Show code cell source
from matplotlib.colors import LinearSegmentedColormap
colors = ["C0", "C1"]
n_bins = 100
cm = LinearSegmentedColormap.from_list(name="", colors=colors, N=n_bins)
def plot_grid(ax, X, Y, Z, title=""):
p1 = (-0.45, -0.45)
p2 = (1, 1)
ax.annotate(f'$\mathsf{{w}}$', xy=p2, xytext=p1, arrowprops=dict(arrowstyle='->'))
ax.plot(x, -x, color='k', linewidth=1, linestyle='dotted', label='H')
im = ax.pcolormesh(X, Y, Z, shading='auto', cmap=cm, rasterized=True)
cbar = plt.colorbar(im, ax=ax)
ax.set_xlabel('$x_1$')
ax.set_ylabel('$x_2$')
ax.set_title(title, size=12)
ax.legend()
fig, ax = plt.subplots(1, 2, figsize=(11, 4))
Z0 = sigmoid_neuron(X, Y)
Z1 = relu_neuron(X, Y)
plot_grid(ax[0], X, Y, Z0, title="sigmoid")

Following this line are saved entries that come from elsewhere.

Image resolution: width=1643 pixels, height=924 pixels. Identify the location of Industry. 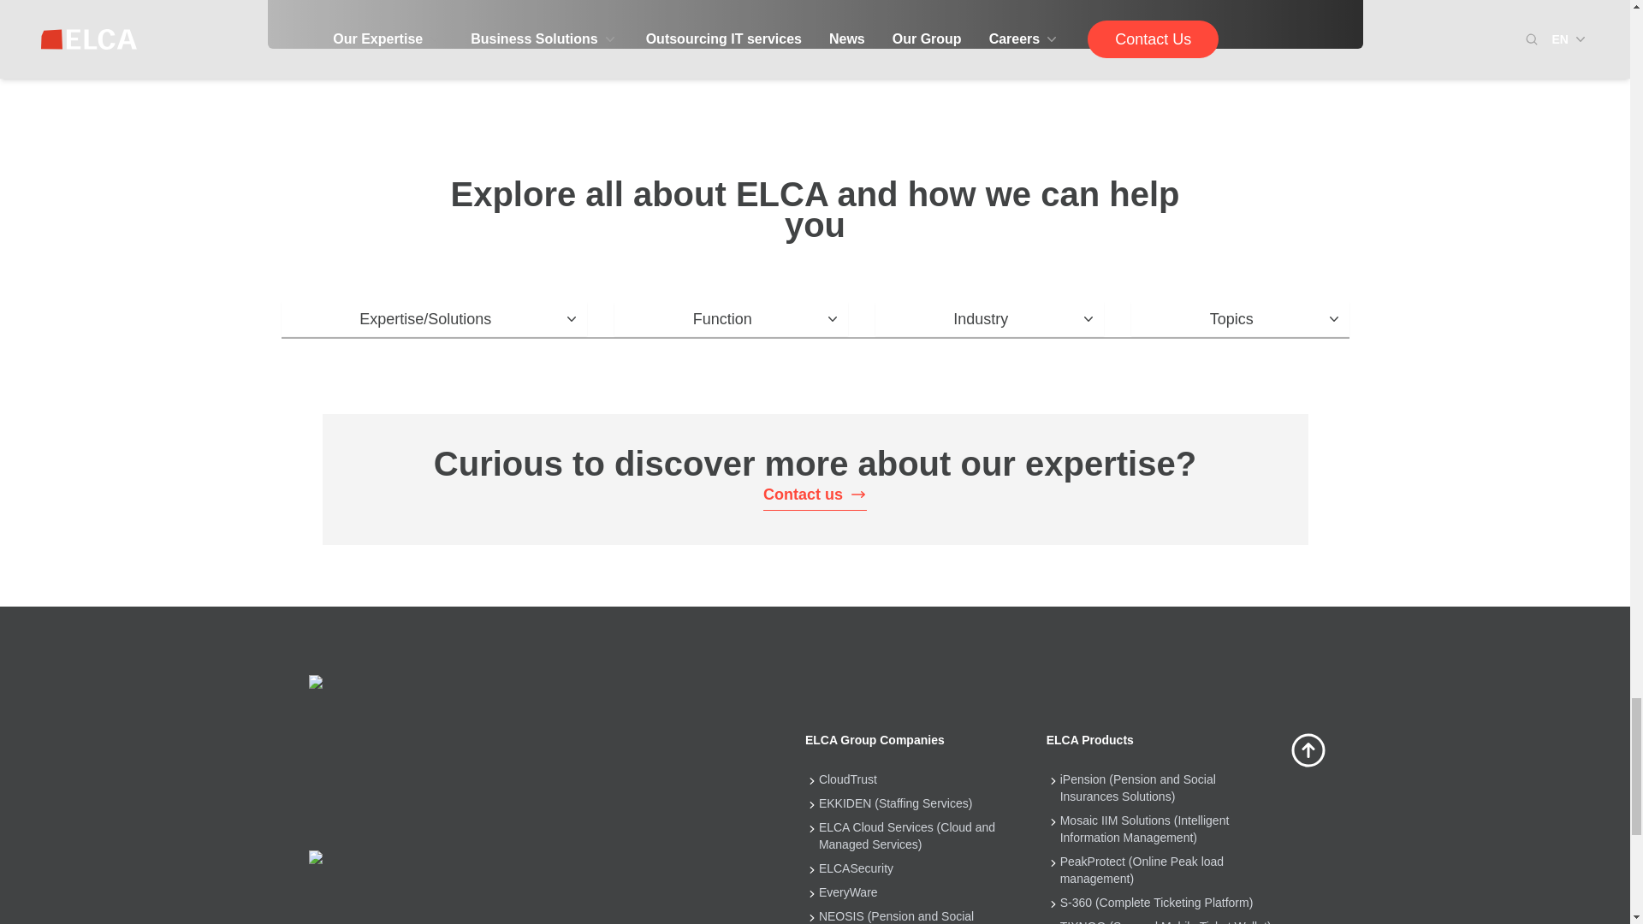
(989, 319).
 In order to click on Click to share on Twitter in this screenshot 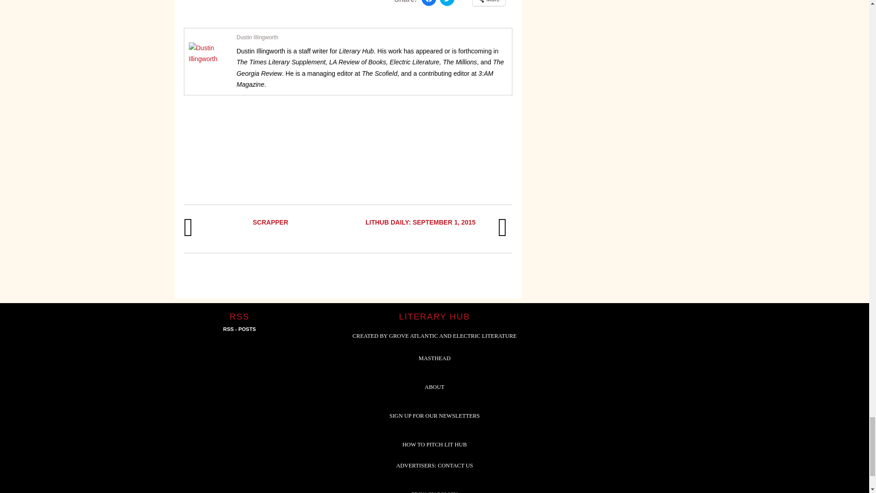, I will do `click(447, 3)`.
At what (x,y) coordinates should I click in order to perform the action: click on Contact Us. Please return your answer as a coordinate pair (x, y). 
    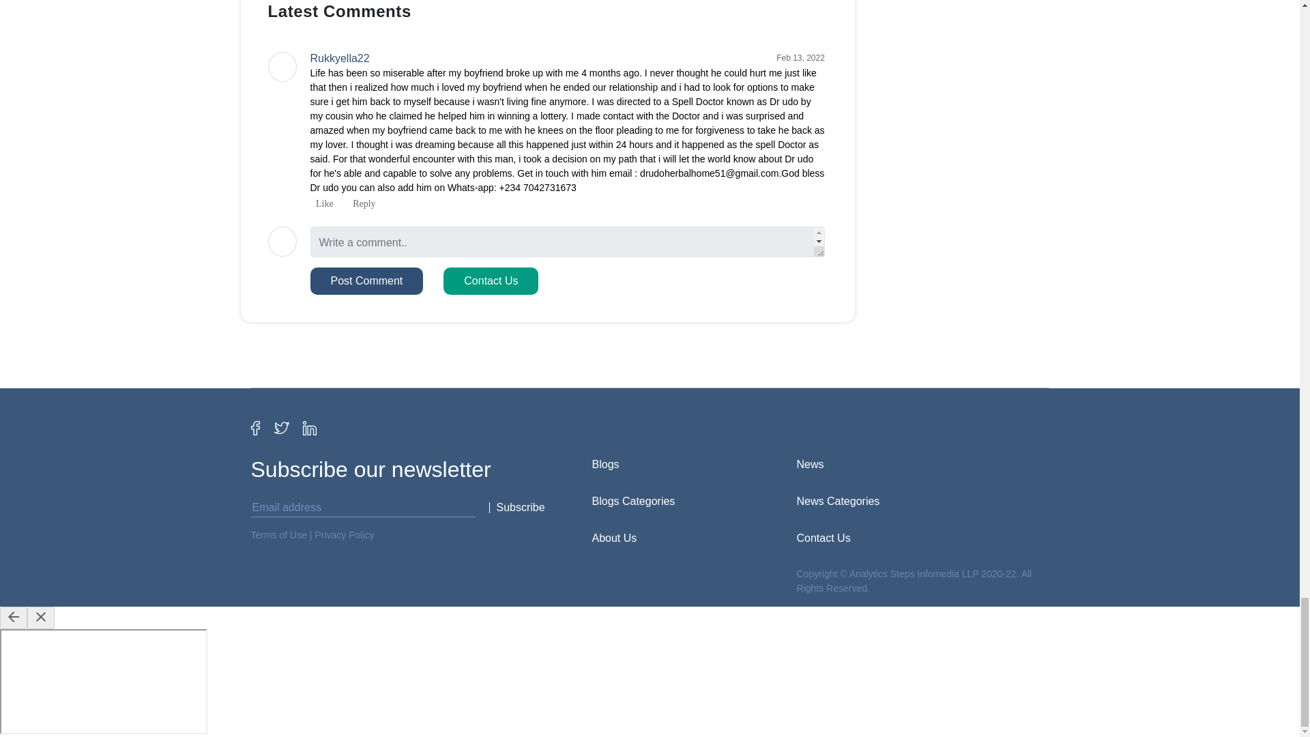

plot_grid(ax[1], X, Y, Z1, title="relu")
Another way to think about this is that a weight vector \(\boldsymbol{\mathsf{w}}\) corresponds to a learned pattern, so that the projection \(\boldsymbol{\mathsf{x}} \cdot \boldsymbol{\mathsf{w}}\) of the input \(\boldsymbol{\mathsf{x}}\) to \(\boldsymbol{\mathsf{w}}\) corresponds to a scaled similarity. The activation function determines whether this plus the bias \(b\) is enough to activate the unit.